Executive manual

The plain-English guide to AI cost approval.

The manual explains the product without hiding the math: Q x R + C + E, estimate class, P90, Blue Book basis, policy gates, and actuals calibration.

Five-page version

The attached executive PDF is the sales brief. This page is the web manual.

The core question remains: can we afford this pull request at P90 after scale?

Every buyer page points back to the same method so the pitch stays crisp instead of becoming a feature dump.

Open the 5-page PDF

How to use the manual

The manual is a sales asset because it makes the product legible to non-specialists without weakening the technical truth.

The executive reader should start with the core question: can we afford this pull request at P90 after scale? That frames the product as an approval system, not a dashboard or a developer toy.

The finance reader should follow the formula Q x R + C + E. Quantity is the workload the pull request creates. Rate is the frozen price and capability basis. Contingency is the risk allowance between likely and budget-case outcomes. Escalation is the future curve driven by price, volume, and structural growth.

The engineering reader should use the code-island framing: scanner, scenario, Monte Carlo, policy, actuals. That keeps implementation details connected to the buyer promise and prevents marketing from drifting away from the repo.

Manual table of contents

  1. Chapter 1 - What Class1 Is and Why It Exists
  2. Chapter 2 - The Pull Request Is Where the Bill Begins
  3. Chapter 3 - The P90 Question After Scale
  4. Chapter 4 - Q: Quantity Takeoff for AI Workloads
  5. Chapter 5 - R: Rate Basis and Structured Pricing
  6. Chapter 6 - Base Estimate and Contingency
  7. Chapter 7 - Escalation: Why Cheaper Tokens Can Still
  8. Chapter 8 - Estimate Class: How Mature the Estimate
  9. Chapter 9 - Monte Carlo Without the Mystery
  10. Chapter 10 - Model Fit: Cheap per Token Is Not Cheap
  11. Chapter 11 - Agents, MCP, and Tool Schema Overhead
  12. Chapter 12 - Carbon, Water, and the Second Currency
  13. Chapter 13 - Policy Gates: From Warning to
  14. Chapter 14 - Actuals Ingestion: Bringing Reality Back
  15. Chapter 15 - The Blue Book: The Historical Cost Ledger
  16. Chapter 16 - Variance and Calibration: Learning From
  17. Chapter 17 - One Report, Three Readers: CTO, CFO,
  18. Chapter 18 - AI FinOps Beyond Tokens
  19. Chapter 19 - The Business Pilot: What Is Sold and
  20. Chapter 20 - Limits, Product Honesty, and the

Reader paths

Different buyers need different entry points into the same system.

CTO pathStart with pull request timing, scanner coverage, risk drivers, and controls. The key question is whether the architecture creates an uncapped workload.
CFO pathStart with P90, estimate class, escalation, and actuals. The key question is which number should be approved and how confidence improves.
CEO pathStart with the one-report story. The key question is whether the feature is worth the cost and whether the company can govern it repeatedly.
Developer pathStart with the takeoff, policy config, JSON output, and CI workflow. The key question is how to install without slowing normal review.

For engineering

How the scanner, scenarios, Monte Carlo, policy gate, and CI workflow fit together.

For finance

How to read P50, P90, P95, contingency, escalation, and estimate class.

For executives

What to approve, what to defer, and which controls matter before merge.

For product

Why free comments build adoption while paid enforcement creates the monetization lever.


Task goal: From the line that contains "The width and height of the screenshot is (922, 469)." down to the last line of the entries, repeat every line exactly. Do not carry over the pictures.

Pixel coordinate grounding data:
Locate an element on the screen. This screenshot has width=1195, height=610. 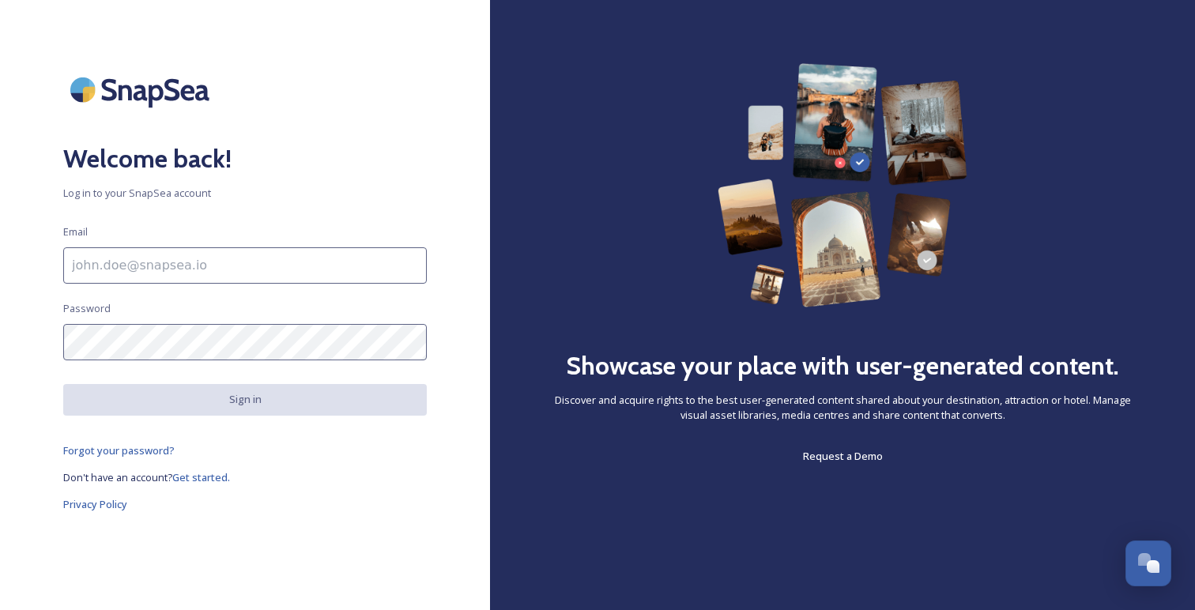
img: SnapSea Logo is located at coordinates (142, 89).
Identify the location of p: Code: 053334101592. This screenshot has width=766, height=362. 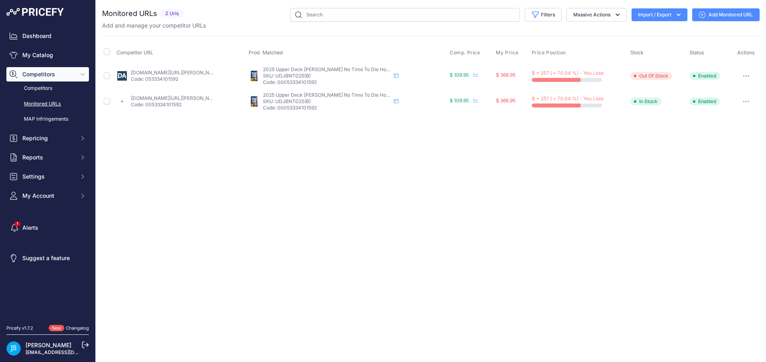
(172, 79).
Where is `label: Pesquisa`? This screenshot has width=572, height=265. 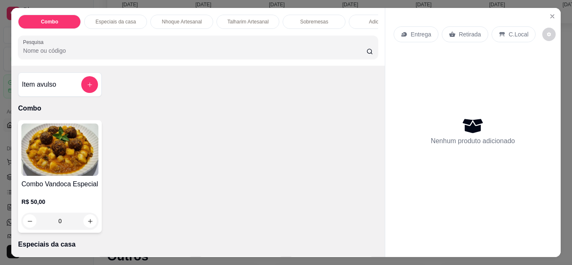 label: Pesquisa is located at coordinates (35, 42).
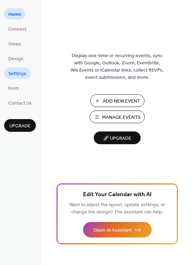  I want to click on button: Add New Event, so click(117, 101).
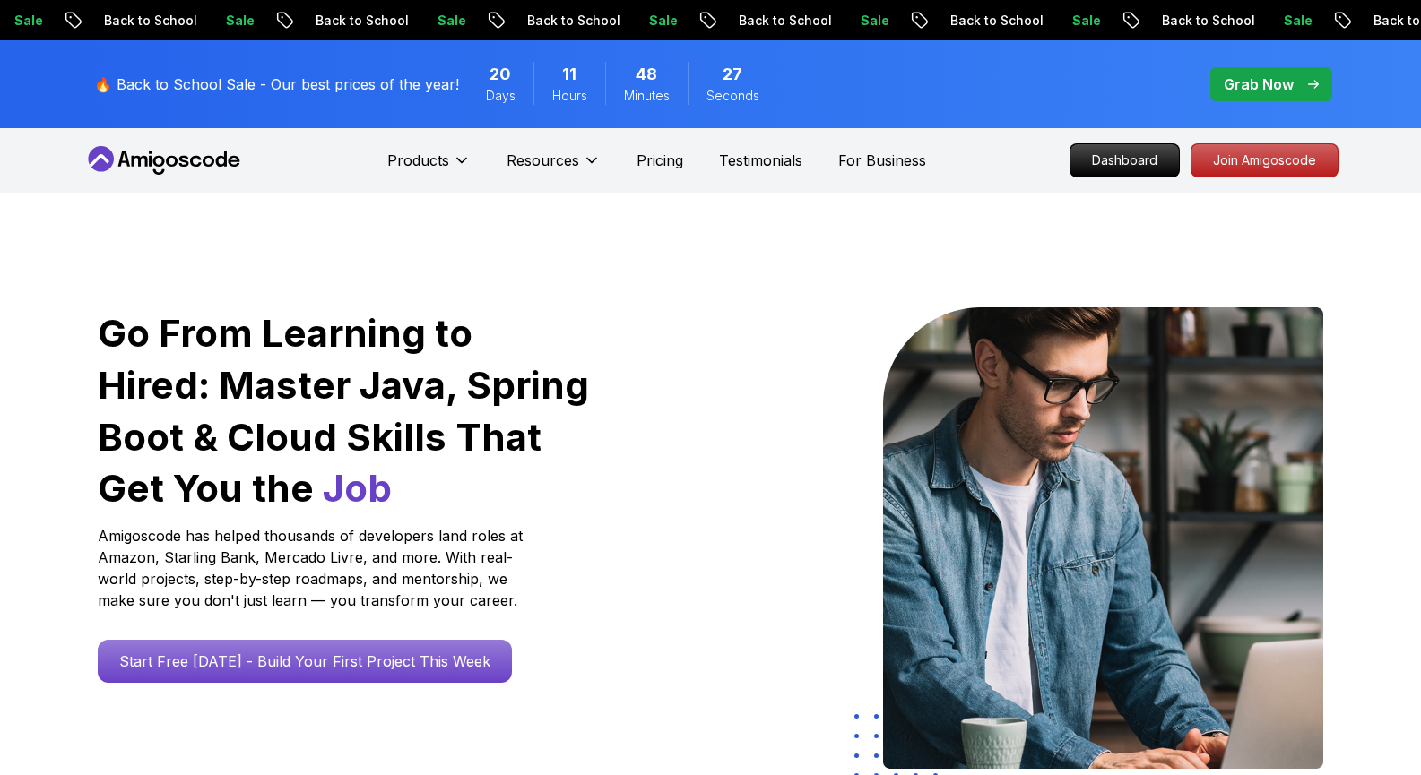  What do you see at coordinates (357, 488) in the screenshot?
I see `span: Job` at bounding box center [357, 488].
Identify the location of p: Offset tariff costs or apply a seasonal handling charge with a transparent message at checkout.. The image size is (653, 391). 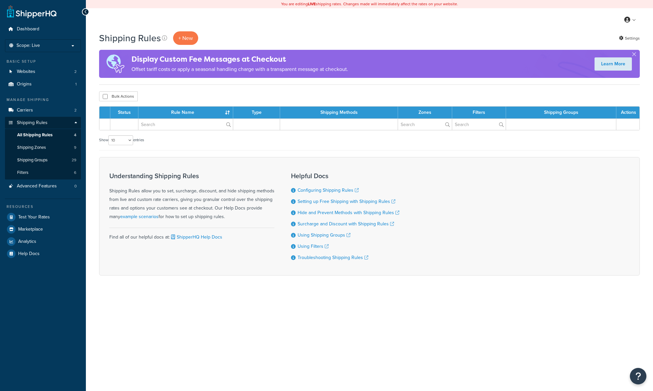
(240, 69).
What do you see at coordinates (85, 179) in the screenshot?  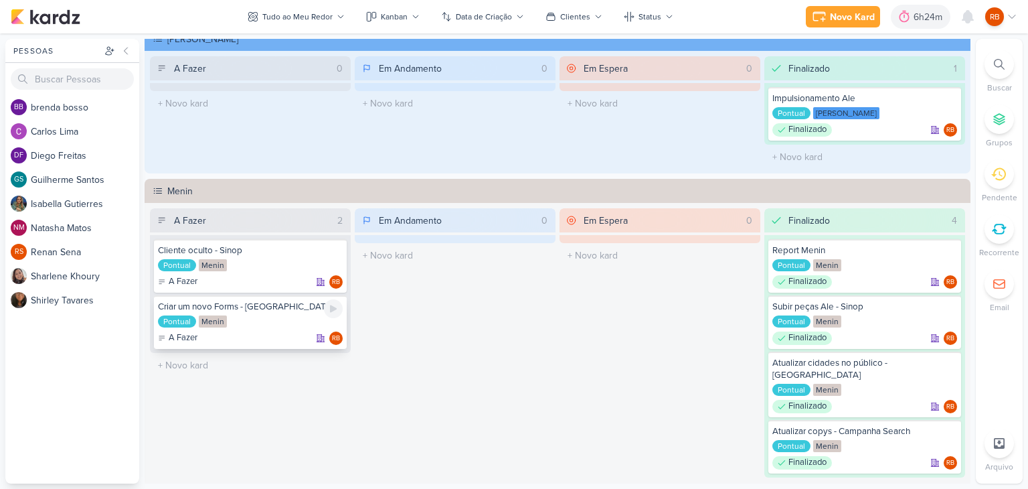 I see `div: G u i l h e r m e S a n t o s` at bounding box center [85, 179].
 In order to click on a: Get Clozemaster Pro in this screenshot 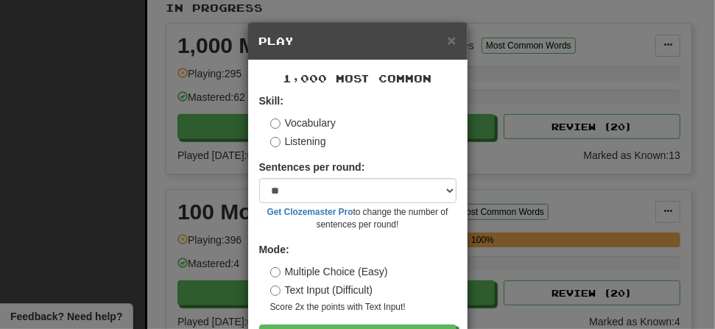, I will do `click(310, 212)`.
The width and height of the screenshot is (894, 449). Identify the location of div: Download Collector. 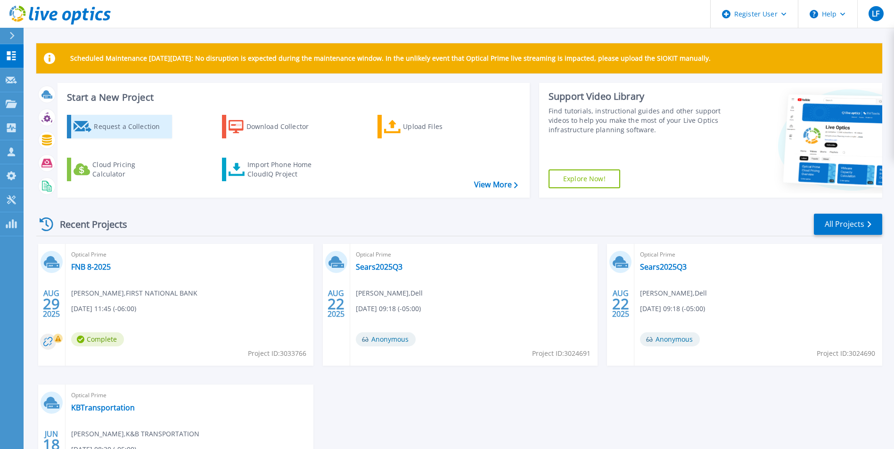
(284, 127).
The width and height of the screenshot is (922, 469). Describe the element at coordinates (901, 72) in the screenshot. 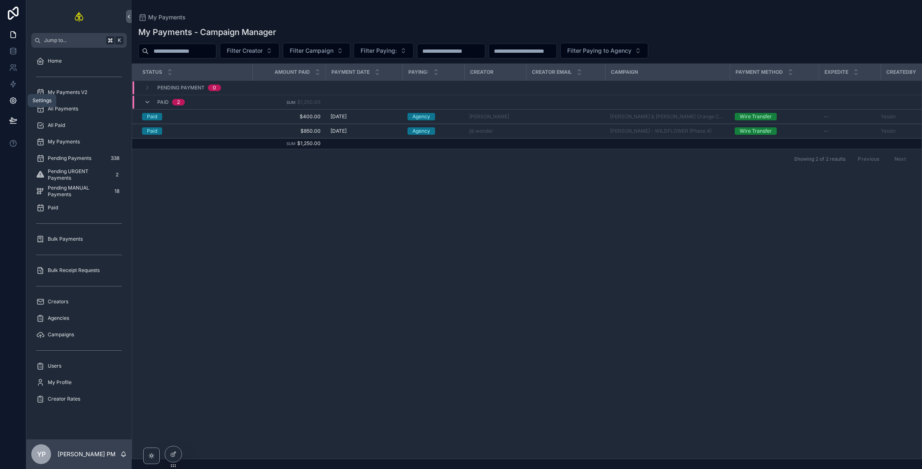

I see `span: CreatedBy` at that location.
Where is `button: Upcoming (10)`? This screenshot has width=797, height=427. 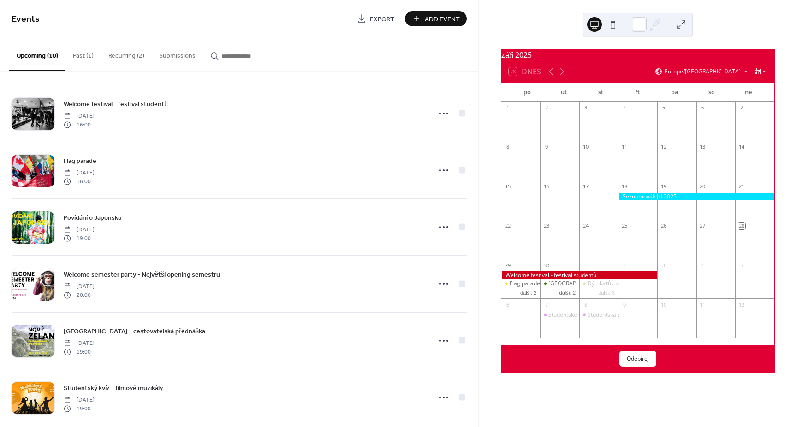
button: Upcoming (10) is located at coordinates (37, 54).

The completed task:
The width and height of the screenshot is (922, 469). Describe the element at coordinates (901, 72) in the screenshot. 

I see `span: CreatedBy` at that location.
Where is `button: Upcoming (10)`? This screenshot has width=797, height=427. 
button: Upcoming (10) is located at coordinates (37, 54).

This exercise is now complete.